A Political Homily for Igalaland: On Power, Conscience, and the Burden of 2027

67
Spread the love

There are moments in the life of a people when politics must borrow the gravity of the pulpit. Not to preach dogma, but to awaken conscience. Igalaland has reached such a moment. As 2027 approaches, our politics will grow with high tension of promises yet thin in morality, crowded with actors yet empty of stewards. What is required now is not another rally, but a homily. I mean a hard word spoken in love, directed at the soul of a nation within a nation.

Every homily begins with confession. Ours is uncomfortable but necessary: we have normalized betrayal. We clap for defectors, sanctify opportunism, and reward those who eat alone while preaching unity. We have mistaken cleverness for wisdom and proximity to power for service. In doing so, we have trained our children to believe that politics is a market where conscience is negotiable and memory is short. No society survives such catechism for long.

Power, in Igala history, was once understood as burden before it was privilege. Authority carried consequence; leadership demanded sacrifice. Today, power has been desacralized. It is pursued as loot, defended as entitlement, and justified as inevitability. When power loses its moral weight, it becomes predatory. And predatory power, left unchecked, does not govern—it consumes.

This homily must also name the silent sin of our age: selective outrage. We rage when excluded but go quiet when included. We protest injustice until it favours us, then baptize it with excuses. This is how systems rot from within; by enemies at the gate, but by citizens who outsource their conscience to convenience.

Yet a homily without hope is mere indictment. Igalaland is not condemned to repeat its errors. Repentance, in political terms, is reform. It is a turning away from the habits that have diminished us. It is the courage to demand programs over personalities, character over cash, process over shortcuts. It is the refusal to be mobilized by hate when vision is required.

The elders have a word to hear here. Silence, when truth is needed, is not neutrality; it is complicity. Respect for age must not become immunity from responsibility. To bless every ambition without discernment is to mortgage the future. Eldership is not about longevity; it is about guardianship.

The youth, too, are addressed. Anger is understandable, but rage without structure is easily hijacked. Do not trade your demographic power for digital applause or election-day stipends. Organize. Learn the rules. Build coalitions that outlast hashtags. The future you inherit will reflect the seriousness of the work you do now.

INEC and Political parties must be called to order. They cannot continue as vehicles for seasonal alliances and permanent impunity. Ideology matters. Internal democracy matters. Accountability matters. An INEC that cannot ensure transparency or a party that cannot govern itself cannot govern a people.

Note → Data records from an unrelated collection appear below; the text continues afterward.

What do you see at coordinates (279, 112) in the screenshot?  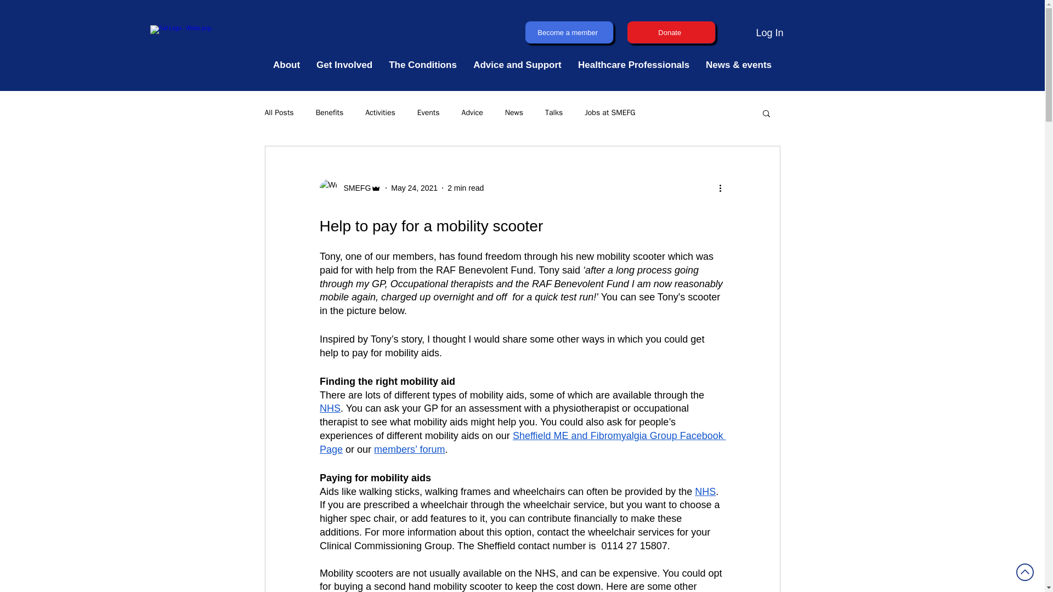 I see `All Posts` at bounding box center [279, 112].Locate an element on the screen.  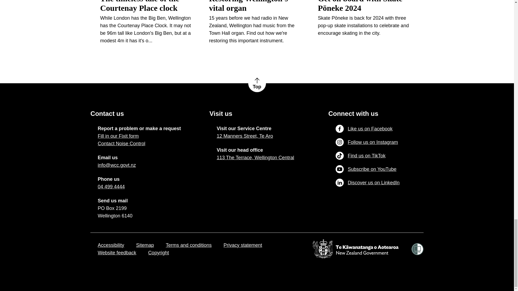
Contact Noise Control is located at coordinates (121, 143).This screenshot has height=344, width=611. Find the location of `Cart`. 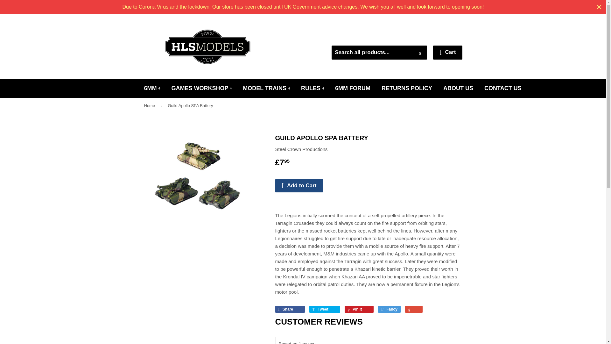

Cart is located at coordinates (447, 52). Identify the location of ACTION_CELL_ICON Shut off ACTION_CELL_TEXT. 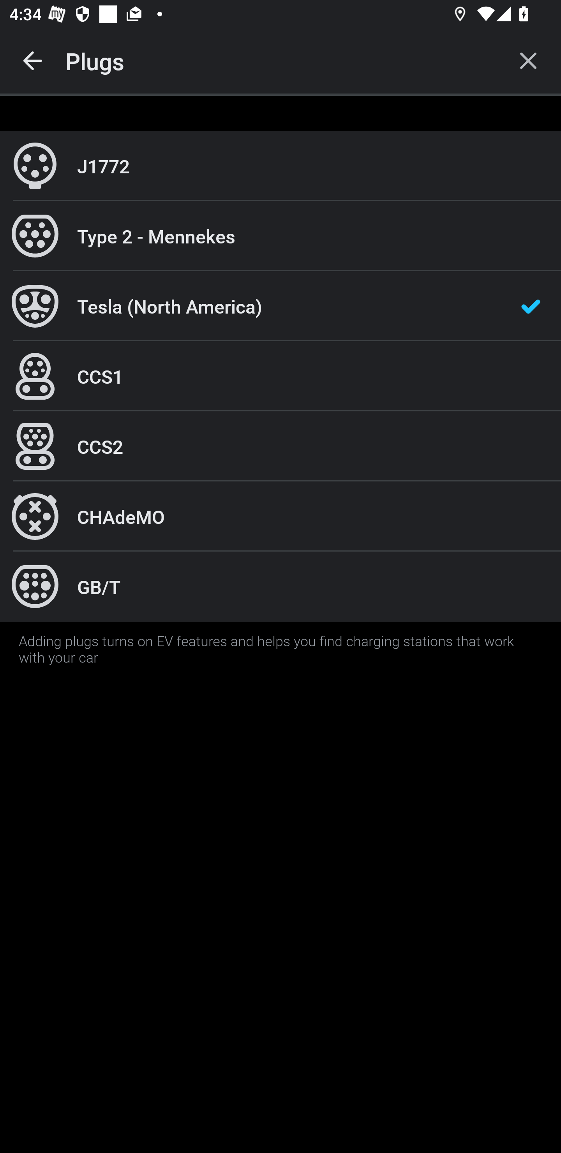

And then there is love; the most misunderstood force in politics. Love is not weakness. It is the discipline of refusing to dehumanize opponents, the strength to seek justice without vengeance, the wisdom to build bridges without erasing boundaries. Love is what prevents victory from becoming tyranny and opposition from becoming sabotage.

As 2027 nears, Igalaland must choose what kind of political faith it practices. One that worships power and sacrifices people, or one that serves people and disciplines power. The ballot is not just a civic tool; it is a moral instrument. How it is used will testify against or for us.

This homily ends where all true homilies end; with a call to action. Examine the leaders you celebrate. Question the narratives you repeat. Refuse the money that buys silence. Demand the truth that builds futures. If politics is the art of the possible, then conscience is its compass.

Without conscience, power wanders. With conscience, even small nations make history. Igalaland, the altar is before you. Choose wisely.

– Inah Boniface Ocholi writes from Ayah – Igalamela/Odolu LGA, Kogi state.